24 November 2004

Word for the Day

cilice (SIL-is) noun

1. An undergarment of haircloth, worm by monks in penance.
2. Haircloth.

"Wearing the cilice, (Louise) Heil said, helps people learn to care less about their own comfort and more about helping other people."
-- David Holley; "Founder of Opus Dei Becomes Newest Saint;" The Los Angeles Times; Oct 7, 2002.

"He (Silas) wears a cilice, a thong that cuts flesh, around his thigh, and he flagellates himself bloody as part of a self-purification cult in accordance to Opus Dei guidelines."
--Joseph P Szimhart; "Fact, Fiction, and Strained Symbolism;" Skeptical Inquirer (Amherst, New York); May 2004.

Stolen from wordsmith.org, whose editor remarks: No more hairy undergarments now -- modern cilices are usually made of wires and studded with spikes.

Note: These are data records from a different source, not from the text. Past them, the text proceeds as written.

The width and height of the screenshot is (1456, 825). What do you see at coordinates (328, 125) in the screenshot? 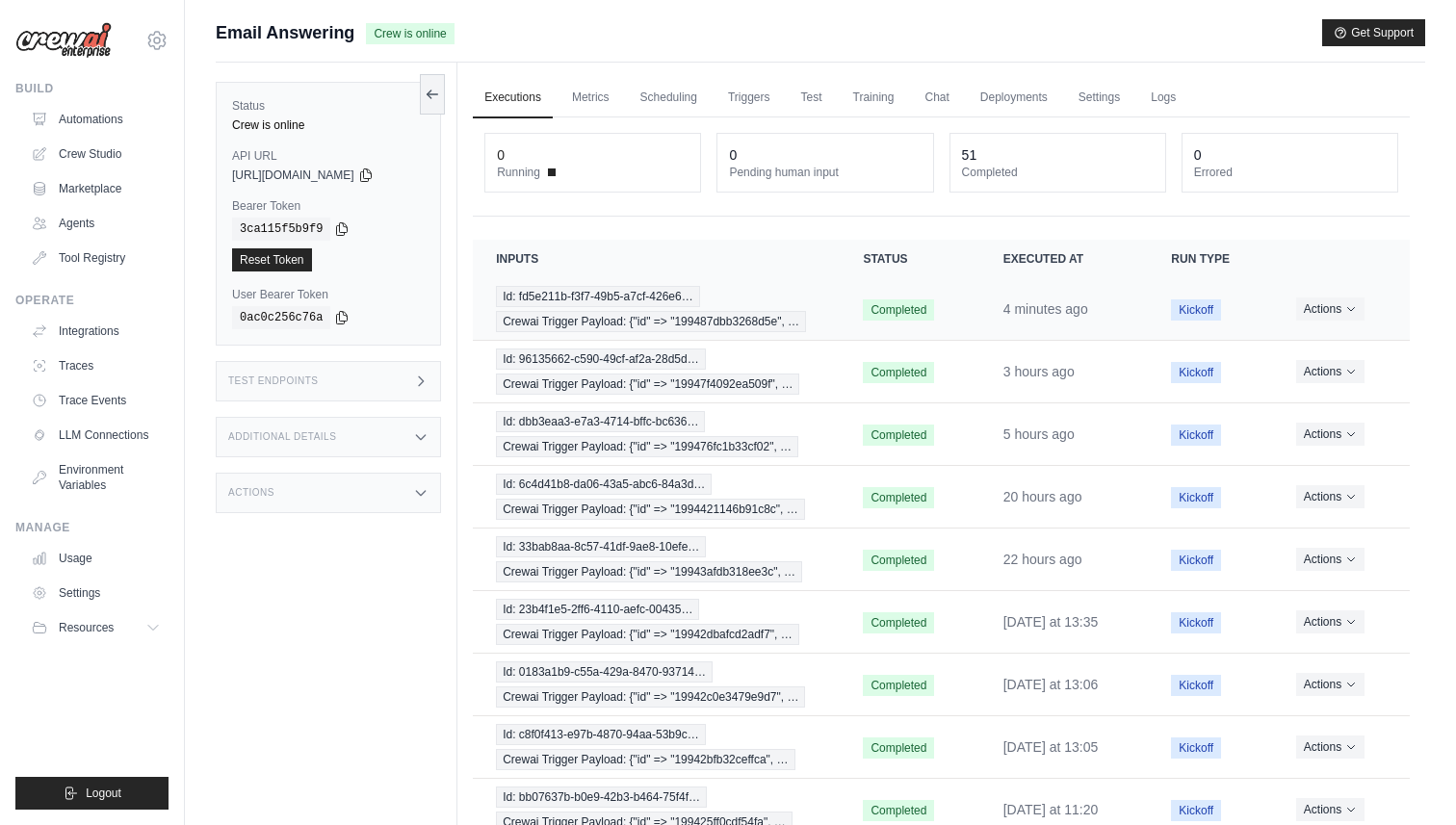
I see `div: Crew is online` at bounding box center [328, 125].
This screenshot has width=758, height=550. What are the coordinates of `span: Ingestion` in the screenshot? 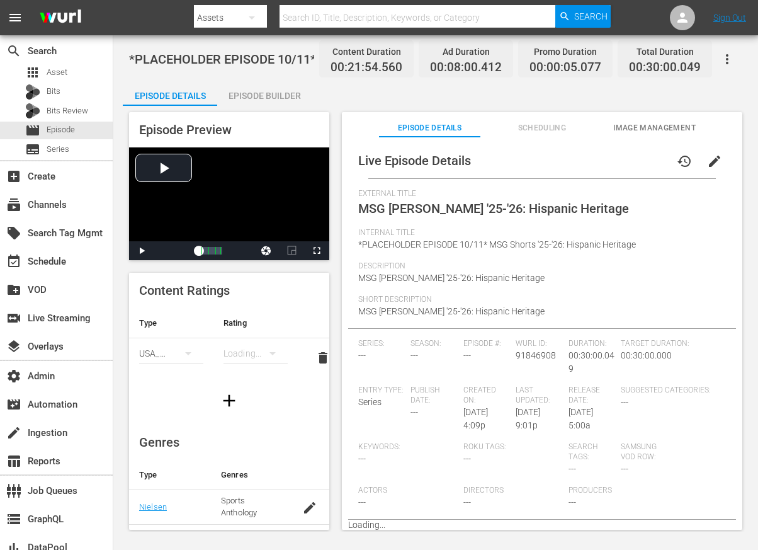 It's located at (14, 433).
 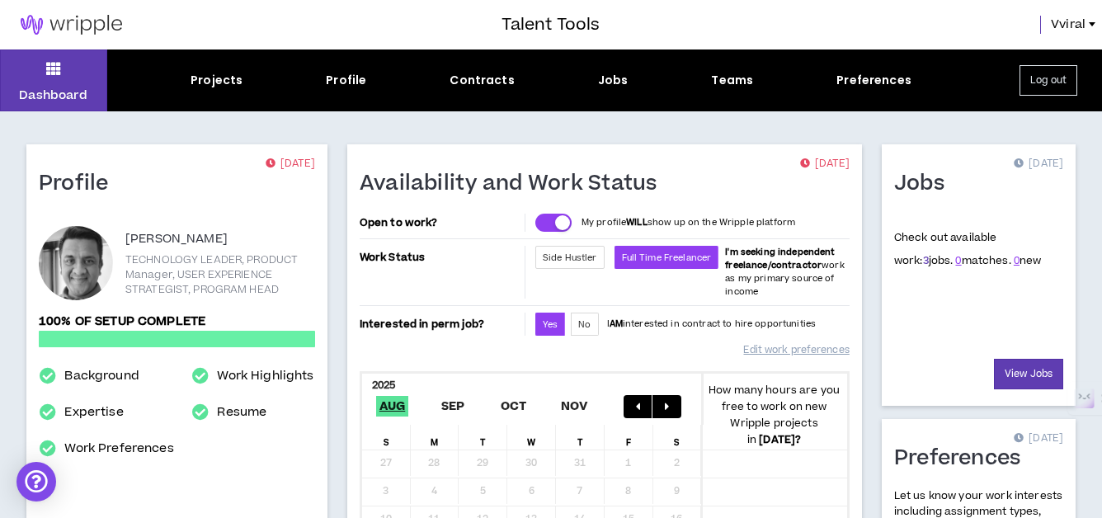 I want to click on p: TECHNOLOGY LEADER, PRODUCT Manager, USER EXPERIENCE STRATEGIST, PROGRAM HEAD, so click(x=220, y=275).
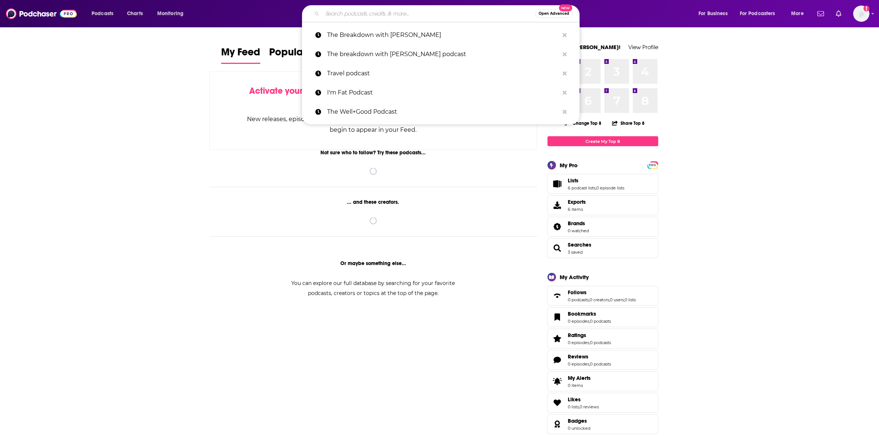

Another word that came from the same region is solecism (an error). It's derived from the name of Soloi, a city in Cilicia.

[Toponym (word derived from a place-name, e.g. Cashmere) from Old English cilic, from Latin cilicium, from Greek kilikion, from kilikios (Cilician). This cloth was originally made of Cilician goats' hair. Cilicia was an ancient region in southeast Asia Minor which later became part of the Roman Empire. It's now part of southern Turkey.]